Well, we have an answer to the question posed below—what should the Chicago Public Schools do? The decision has been taken out of the CPS CEO’s and the mayor’s hands. Illinois Gov. J. B. Pritzker has directed all schools in Illinois to remain closed until March 30. CBS Chicago reports:
CHICAGO (CBS) — As concerns over the spread of the coronavirus continue to mount, Gov. JB Pritzker said Friday he is ordering all public and private schools in Illinois to close for nearly two weeks, starting Tuesday.
“This is the right thing to do to protect our students, and their teachers, and school workers, and parents,†he said at a press conference Friday afternoon at the Thompson Center.
Pritzker said schools would be open on Monday so teachers could distribute remote learning lesson plans to students. The governor said, for now, schools are expected to reopen on March 30.
“We will close all K-12 schools, public and private, statewide,†Pritzker said. “I understand the gravity of this action and what it means for every community in our state.â€
The governor also stressed no school district would see its state funding cut as a result of his order to close. He also said the Illinois State Board of Education was working with schools and food banks to deliver two meals a day to the families of students who qualify for free school lunch.
Pritzker’s announcement came just hours after Mayor Lori Lightfoot had said she was not yet ready to close the Chicago Public Schools, and the governor was not pressuring her to do so.
I find his directive to “deliver two meals a day to the the families of students who qualify for free school lunch” interesting. The National School Lunch Program is a federal program. I seriously doubt that home delivery is presently included in its provisions and I wouldn’t be surprised if it didn’t take some scrambling by the Congress to make sure that those lunches qualify. My point is not that I don’t think it’s the right thing to do. I do. But there are differences among what’s right, what’s legal, and what’s practical. Especially for a state with the worst credit rating in the nation and that already can’t pay its bills.
They just closed schools here in slice of heaven too. State Declaration of Emergency etc.
Re: meals for poor kids, they could just reactivate the list of summer feeding sites.
I’d like to throw out a hypothetical.
How many people think the Corona19 virus will kill 35,000 people (10 year average) or 60,000, the high. If you don’t, how do you justify the self immolation of the US economy and sudden demand for absolute certainty and total risk mitigation when you were silent for every year of your life up to now with respect to other flues.
If you think it will result in 60,000, or more, are you prepared to acknowledge that the country, and you, chose to be ill prepared for an event such as this…….for at least 50-60 years. And are you prepared to design for worst case scenarios? From what programs are you prepared to drain resources?
How about other diseases? How about vehicular accidents? Crime? Oh, how about illegal immigrants and the deaths they have caused. How about lenient judges who let recidivist criminals out?
Why does zero tolerance only exist for corona?
The 35k or 60k figure is in a country where millions get a flu vaccine.
From the studies I’ve seen the average mortality rate for Covid-19 is at least 4 times that for flu. Combine that with no vaccine, inadequate testing and the ease of infection then we could easily be looking at hundreds of thousands of deaths on the low end.
So IMO the temporary “self immolation†of the economy is the only weapon we have to stop the spread and reduce the number who will ultimately die. What will be the economic hit of doing nothing and just letting it run it’s course? I don’t know but I’d rather print money and keep the economy afloat for a few months while we huddle in our homes rather than risk millions on the dice roll that this is just a bad flu.
Anyway, I’m back from the hospital (long story), but on the topic of schools, here locally the district will offer grab-and-go “brunch bags” to any student that wants them at a few schools in our district. Even though school is “canceled” I don’t think it’s actually canceled as far as federal and other funding goes, as there will still be some online education. So meals will continue to be provided, albeit in a less convenient and once-a-day alternative pick-up manner.
But this could be an artifact of how Colorado funds education since there is much more state-level control than many other parts of the country.
Aggressive measures that contain the outbreak now actually benefit the economy.
We already know what an out of control outbreak looks like, China and Italy. The shutdowns in response were far more disruptive economically.
“Why does zero tolerance only exist for corona?”
Because it’s novel. Are we prepared for a response to global thermonuclear war? Could just conceivably happen. When the idea was novel, Sears was selling fiberglass fallout shelters at the State Fair to bury in your backyard and people were buying them.
Threat is real, but no longer novel.
So let me get this straight. If “only” 50,000 people die in spite of the extreme measures we are on the way to taking you are thinking we over reacted. We should repeat this sometime and see what happens with no efforts at testing and mitigation? OK. lets start with Florida.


In the data that follows, determine how many lines contain the word "their", and give only that number.

────────

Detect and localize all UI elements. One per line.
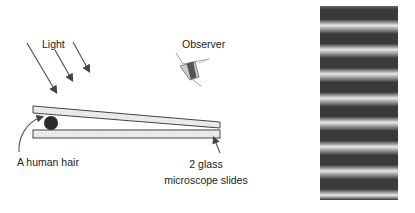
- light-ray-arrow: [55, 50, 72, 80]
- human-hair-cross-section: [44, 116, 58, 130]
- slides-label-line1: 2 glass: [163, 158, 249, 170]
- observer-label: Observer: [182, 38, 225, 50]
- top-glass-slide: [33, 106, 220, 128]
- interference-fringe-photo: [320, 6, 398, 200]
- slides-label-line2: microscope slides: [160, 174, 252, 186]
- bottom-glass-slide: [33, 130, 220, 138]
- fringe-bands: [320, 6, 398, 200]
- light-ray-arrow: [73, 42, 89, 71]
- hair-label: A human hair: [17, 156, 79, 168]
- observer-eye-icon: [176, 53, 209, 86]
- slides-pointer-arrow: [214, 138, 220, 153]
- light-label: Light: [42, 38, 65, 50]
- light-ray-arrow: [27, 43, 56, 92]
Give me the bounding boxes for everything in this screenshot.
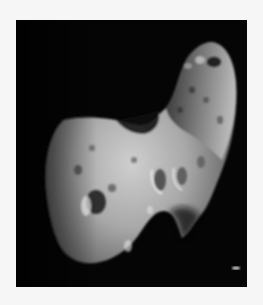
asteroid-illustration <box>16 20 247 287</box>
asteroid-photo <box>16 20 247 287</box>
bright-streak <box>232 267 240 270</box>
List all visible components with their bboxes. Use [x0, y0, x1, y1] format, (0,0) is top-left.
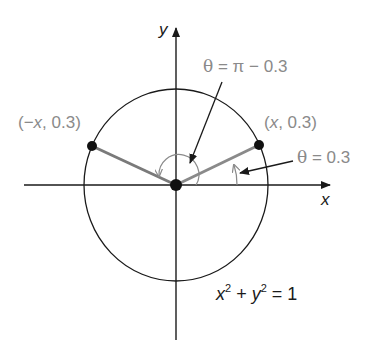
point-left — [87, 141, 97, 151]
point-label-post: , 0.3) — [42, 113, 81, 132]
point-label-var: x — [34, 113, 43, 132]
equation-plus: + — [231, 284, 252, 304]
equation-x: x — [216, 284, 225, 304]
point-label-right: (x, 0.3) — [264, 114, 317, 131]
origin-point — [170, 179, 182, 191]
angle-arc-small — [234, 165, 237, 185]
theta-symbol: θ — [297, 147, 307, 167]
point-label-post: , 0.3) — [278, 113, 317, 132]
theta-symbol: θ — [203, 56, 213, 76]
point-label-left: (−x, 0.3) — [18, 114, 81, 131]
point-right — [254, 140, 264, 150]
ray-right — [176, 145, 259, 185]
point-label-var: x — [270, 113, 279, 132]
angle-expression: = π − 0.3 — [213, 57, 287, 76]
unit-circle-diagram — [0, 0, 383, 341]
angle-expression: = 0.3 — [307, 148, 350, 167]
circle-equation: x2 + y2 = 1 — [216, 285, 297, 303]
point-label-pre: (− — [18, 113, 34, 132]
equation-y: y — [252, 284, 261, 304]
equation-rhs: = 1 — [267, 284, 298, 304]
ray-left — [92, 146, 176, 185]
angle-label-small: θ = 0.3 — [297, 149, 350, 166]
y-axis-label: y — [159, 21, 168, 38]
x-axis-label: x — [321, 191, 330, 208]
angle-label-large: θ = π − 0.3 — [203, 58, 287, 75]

────────

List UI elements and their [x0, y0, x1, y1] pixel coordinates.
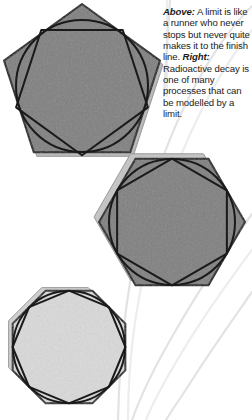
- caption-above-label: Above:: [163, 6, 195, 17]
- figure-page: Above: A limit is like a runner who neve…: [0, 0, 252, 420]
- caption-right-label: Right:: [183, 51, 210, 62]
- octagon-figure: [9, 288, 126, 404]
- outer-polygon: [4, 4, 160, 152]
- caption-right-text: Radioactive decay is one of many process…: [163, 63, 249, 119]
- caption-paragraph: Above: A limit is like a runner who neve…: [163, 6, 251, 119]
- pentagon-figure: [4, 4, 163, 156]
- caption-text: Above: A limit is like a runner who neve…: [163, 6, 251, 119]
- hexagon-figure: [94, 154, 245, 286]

────────

*Task output:* 2